Much like their male counterparts, female terrorists are likely to be educated, employed and native residents of the country where they commit a terrorist act, according to new research published by the American Psychological Association.
The findings contradict stereotypes presented in previous studies that describe female terrorists as socially isolated and vulnerable to recruitment because they are uneducated, unemployed and from a foreign land, psychologists reported in a study published online in the APA journal Law and Human Behavior. These assumptions are not supported by evidence, according to the study authors.
“We discovered that some of the popular notions about female terrorists do not reflect what has occurred in the past,” said the study’s lead author, Karen Jacques, PhD. “A more realistic description is helpful because it provides insights into the social dynamics that might promote an individual’s involvement in terrorist activities.”
Researchers at Lancaster University in the United Kingdom examined archival biographical data from multiple sources on 222 female and 269 male terrorists connected to one of 13 conflicts involving nationalist-separatists, social revolutionaries or religious fundamentalists, including al Qaeda, the Irish Republican Army and the Popular Liberation Army of Colombia.
Jacques and her co-author, Paul J. Taylor, PhD, examined eight variables for each terrorist: age at first involvement, education, employment status, immigration status, marital status, religious conversion, criminal activity and activist connections.
The majority of both female and male terrorists were between 16 and 35 years old, native residents, employed, educated through secondary school, not converted from another religion and rarely involved in a previous crime, the study said. Compared to male terrorists, the researchers found, women had on average more education, with the majority continuing beyond secondary school, and were more likely to be divorced or widowed, less likely to be employed and less likely to be immigrants. Collectively, the findings for female terrorists indicated more of an emphasis on individual motivations, such as personal revenge for the death of a loved one, rather than collective engagement in terrorism, the authors said.

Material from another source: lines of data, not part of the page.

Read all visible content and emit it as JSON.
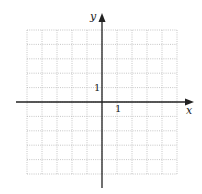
{
  "diagram": {
    "type": "coordinate-grid",
    "axes": {
      "x_label": "x",
      "y_label": "y"
    },
    "tick_labels": {
      "x_unit": "1",
      "y_unit": "1"
    },
    "grid": {
      "x_min": -5,
      "x_max": 5,
      "y_min": -5,
      "y_max": 5,
      "step": 1,
      "line_style": "dotted"
    },
    "colors": {
      "grid": "#b8b8b8",
      "axis": "#222222",
      "background": "#ffffff"
    }
  }
}
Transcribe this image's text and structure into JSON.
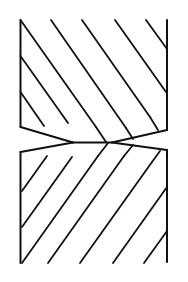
{
  "figure": {
    "background_color": "#ffffff",
    "line_color": "#111111",
    "line_width": 2,
    "canvas": {
      "width": 188,
      "height": 282
    }
  },
  "geometry": {
    "neck": {
      "y": 142,
      "left_x": 73,
      "right_x": 112,
      "label": "neck"
    },
    "upper_block": {
      "left_edge": {
        "x": 20,
        "y_top": 20,
        "y_bottom": 127
      },
      "right_edge": {
        "x": 167,
        "y_top": 20,
        "y_bottom": 130
      }
    },
    "lower_block": {
      "left_edge": {
        "x": 20,
        "y_top": 152,
        "y_bottom": 263
      },
      "right_edge": {
        "x": 167,
        "y_top": 150,
        "y_bottom": 262
      }
    },
    "upper_hatch_direction": "down-right",
    "lower_hatch_direction": "up-right"
  },
  "paths": {
    "upper_left_edge": "M 20.5 20 L 20.5 127",
    "upper_right_edge": "M 167 20 L 167 130",
    "lower_left_edge": "M 20.5 152 L 20.5 263",
    "lower_right_edge": "M 167 150 L 167 262",
    "neck_line": "M 73 142.5 L 112 142.5",
    "upper_left_taper": "M 20.5 127 L 73 142.5",
    "upper_right_taper": "M 167 130 L 112 142.5",
    "lower_left_taper": "M 20.5 152 L 73 142.5",
    "lower_right_taper": "M 167 150 L 112 142.5",
    "upper_hatches": [
      "M 20.5 20 L 96 127",
      "M 20.5 56 L 68 123",
      "M 20.5 92 L 44 126",
      "M 51 20 L 126 128",
      "M 82 20 L 150 117",
      "M 115 20 L 166 92",
      "M 146 20 L 167 49"
    ],
    "upper_taper_hatches": [
      "M 96 127 L 106 142",
      "M 126 128 L 133 139",
      "M 150 117 L 158 130"
    ],
    "lower_hatches": [
      "M 22 263 L 98 156",
      "M 22 227 L 72 157",
      "M 22 191 L 47 156",
      "M 48 263 L 124 156",
      "M 80 263 L 152 162",
      "M 113 263 L 167 187",
      "M 144 263 L 167 231"
    ],
    "lower_taper_hatches": [
      "M 98 156 L 108 143",
      "M 124 156 L 133 145",
      "M 152 162 L 160 151"
    ]
  }
}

“A surprising finding was that, unlike for other criminals, there were very few instances of previous involvement in criminal activity among both females and males,” said Jacques. “This could be because they were unwilling to confess to other crimes, because criminality could attract authorities’ undue attention to potential terrorists, or the possibility that having a criminal career is not a significant precursor to terrorism.”
About a third of both male and female terrorists had prior connections to terrorism activities via their families. However, more than 50 percent of those with family connections to terrorism indicated that family influence did not motivate them to carry out terrorist activities, the study said.